When T. H. Benton was in the House he was of the opinion that the third day of March, and consequently the congressional term, ended at midnight of that day, instead of at noon on the fourth, as unbroken usage had fixt it. So on the last morning he sat with his hat on, talked loudly, loafed about the floor, and finally refused to vote or answer to his name when the roll was called. At last the speaker, the Hon. James L. Orr, of South Carolina, picked him up and put an end to these legislative larks.
“No, sir; no, sir; NO, sir!” shouted the venerable Missourian; “I will not vote. I have no right to vote. This is no House, and I am not a member of it.”
“Then, sir,” said Speaker Orr like a flash, with his sweetest manner, “if the gentleman is not a member of this House, the sergeant-at-arms will please put him out.”
And so this vast constitutional question settled itself.
(2518)
PRIVILEGES SLIGHTED
Mrs. Mary A. Wright, a veteran Sunday-school teacher of New Jersey, relates an odd story of human interest taken from personal observation.
I went to see a beautiful new farmhouse near Fort Wayne, Iowa. A friend who accompanied me explained that the owner, a prosperous ranchman, had been forty years building it. He had started life in a small home of logs—but in his early days had dreamed of a larger and better home for himself and family. Every tree he saw that struck his fancy he cut down and hewed into lumber so that when he was finally ready to erect his mansion he had all the seasoned material at hand. The new home was at last completed and beautifully finished upon the interior in polished natural woods. There were soft carpets for the floors, and rich furnishings; a bath-room, steam heat, and other modern conveniences.
That was several years before my visit, but I learned that, altho surrounded by all of this luxury, the farmer and his family lived in the basement. He had spent the best years of his life striving to build such a beautiful home, but, after getting it, he thought it too good to use and the family kept it to look at. The farmer and his family washed at the old pump in the yard while the costly tiled bath-room, with hot and cold water equipment, stood idle. They drank out of tin cups and ate off of cracked earthenware in their humble abode in the basement, while fine cut-glass and delicate china pieces reposed undisturbed in china-closets in the elegantly furnished dining-room up-stairs.
All the members of the family entered into the spirit of “keeping the house looking nice,” and they kept it so nice that the wife and mother who had worn out her life in helping to secure the luxuries that she afterward thought too good to enjoy, begged to be allowed to die on a straw mattress in the cellar rather than muss the clean linen in the bed-chambers above.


◆ EXERCISE OBJECTIVE
Search the material for lines containing the word "Image", and copy each one.
***** MATERIAL FOR THIS TASK *****
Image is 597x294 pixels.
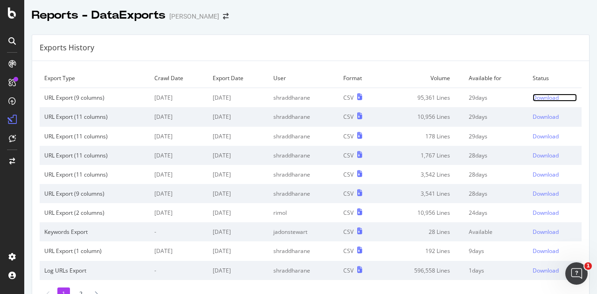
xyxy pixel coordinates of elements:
div: URL Export (9 columns) [44,94,145,102]
td: [DATE] [208,261,268,280]
td: [DATE] [208,165,268,184]
td: 1 days [464,261,527,280]
a: Download [532,190,577,198]
td: Volume [381,69,464,88]
td: [DATE] [208,107,268,126]
div: CSV [343,171,353,179]
td: 10,956 Lines [381,107,464,126]
td: User [268,69,338,88]
div: Download [532,209,558,217]
div: Download [532,151,558,159]
div: CSV [343,132,353,140]
td: [DATE] [150,146,207,165]
a: Download [532,132,577,140]
a: Download [532,171,577,179]
td: [DATE] [208,146,268,165]
td: shraddharane [268,184,338,203]
td: Format [338,69,381,88]
td: [DATE] [150,165,207,184]
div: Reports - DataExports [32,7,165,23]
td: jadonstewart [268,222,338,241]
td: Crawl Date [150,69,207,88]
td: [DATE] [208,127,268,146]
td: shraddharane [268,165,338,184]
td: shraddharane [268,107,338,126]
a: Download [532,209,577,217]
td: 3,541 Lines [381,184,464,203]
div: arrow-right-arrow-left [223,13,228,20]
td: 29 days [464,127,527,146]
td: shraddharane [268,88,338,108]
td: shraddharane [268,241,338,261]
div: Exports History [40,42,94,53]
div: CSV [343,94,353,102]
td: 28 days [464,165,527,184]
div: CSV [343,209,353,217]
td: [DATE] [150,203,207,222]
td: 10,956 Lines [381,203,464,222]
td: shraddharane [268,146,338,165]
div: Available [468,228,522,236]
td: [DATE] [150,107,207,126]
div: Download [532,132,558,140]
a: Download [532,247,577,255]
a: Download [532,113,577,121]
td: 3,542 Lines [381,165,464,184]
a: Download [532,267,577,275]
td: 9 days [464,241,527,261]
div: Download [532,228,558,236]
td: 178 Lines [381,127,464,146]
td: - [150,261,207,280]
div: CSV [343,151,353,159]
span: 1 [584,262,591,270]
td: [DATE] [208,184,268,203]
td: [DATE] [208,88,268,108]
div: Keywords Export [44,228,145,236]
div: CSV [343,247,353,255]
div: CSV [343,228,353,236]
td: 29 days [464,88,527,108]
td: [DATE] [150,241,207,261]
td: shraddharane [268,127,338,146]
div: CSV [343,190,353,198]
td: [DATE] [150,127,207,146]
a: Download [532,228,577,236]
a: Download [532,151,577,159]
td: [DATE] [208,203,268,222]
td: 29 days [464,107,527,126]
a: Download [532,94,577,102]
div: CSV [343,113,353,121]
td: [DATE] [150,88,207,108]
td: 1,767 Lines [381,146,464,165]
td: Available for [464,69,527,88]
div: URL Export (11 columns) [44,171,145,179]
td: Export Type [40,69,150,88]
td: - [150,222,207,241]
td: 28 Lines [381,222,464,241]
div: URL Export (9 columns) [44,190,145,198]
div: Download [532,247,558,255]
div: CSV [343,267,353,275]
td: Export Date [208,69,268,88]
div: URL Export (2 columns) [44,209,145,217]
td: 192 Lines [381,241,464,261]
td: Status [528,69,581,88]
div: Download [532,94,558,102]
div: Download [532,171,558,179]
div: Download [532,113,558,121]
div: Download [532,190,558,198]
div: Log URLs Export [44,267,145,275]
td: 95,361 Lines [381,88,464,108]
td: 596,558 Lines [381,261,464,280]
td: 28 days [464,184,527,203]
td: [DATE] [208,241,268,261]
div: URL Export (11 columns) [44,151,145,159]
div: [PERSON_NAME] [169,12,219,21]
td: shraddharane [268,261,338,280]
iframe: Intercom live chat [565,262,587,285]
td: [DATE] [150,184,207,203]
div: Download [532,267,558,275]
div: URL Export (11 columns) [44,113,145,121]
td: [DATE] [208,222,268,241]
td: 24 days [464,203,527,222]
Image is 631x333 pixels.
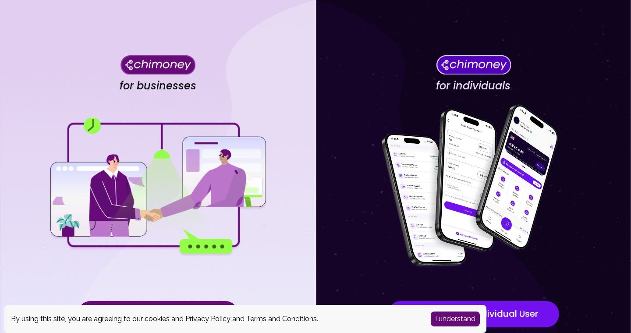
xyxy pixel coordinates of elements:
[121,55,195,75] img: Chimoney for businesses
[78,301,238,327] button: Proceed as a Business User
[364,99,583,275] img: for individuals
[120,79,196,92] h4: for businesses
[185,315,231,323] a: Privacy Policy
[388,301,559,327] button: Proceed as an Individual User
[436,55,511,75] img: Chimoney for individuals
[246,315,317,323] a: Terms and Conditions
[431,312,480,327] button: Accept cookies
[436,79,511,92] h4: for individuals
[48,118,267,256] img: for businesses
[11,314,418,324] div: By using this site, you are agreeing to our cookies and and .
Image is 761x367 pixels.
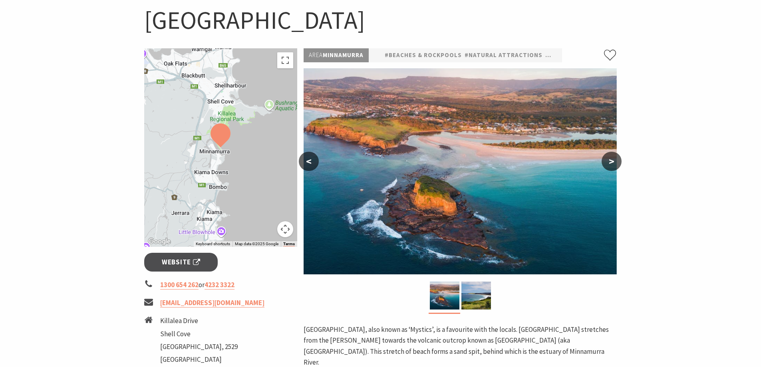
*****
◆ PROBLEM SOLUTION
Image is 597x294 pixels.
Image is 631x333 pixels.
Image is 761x367 pixels.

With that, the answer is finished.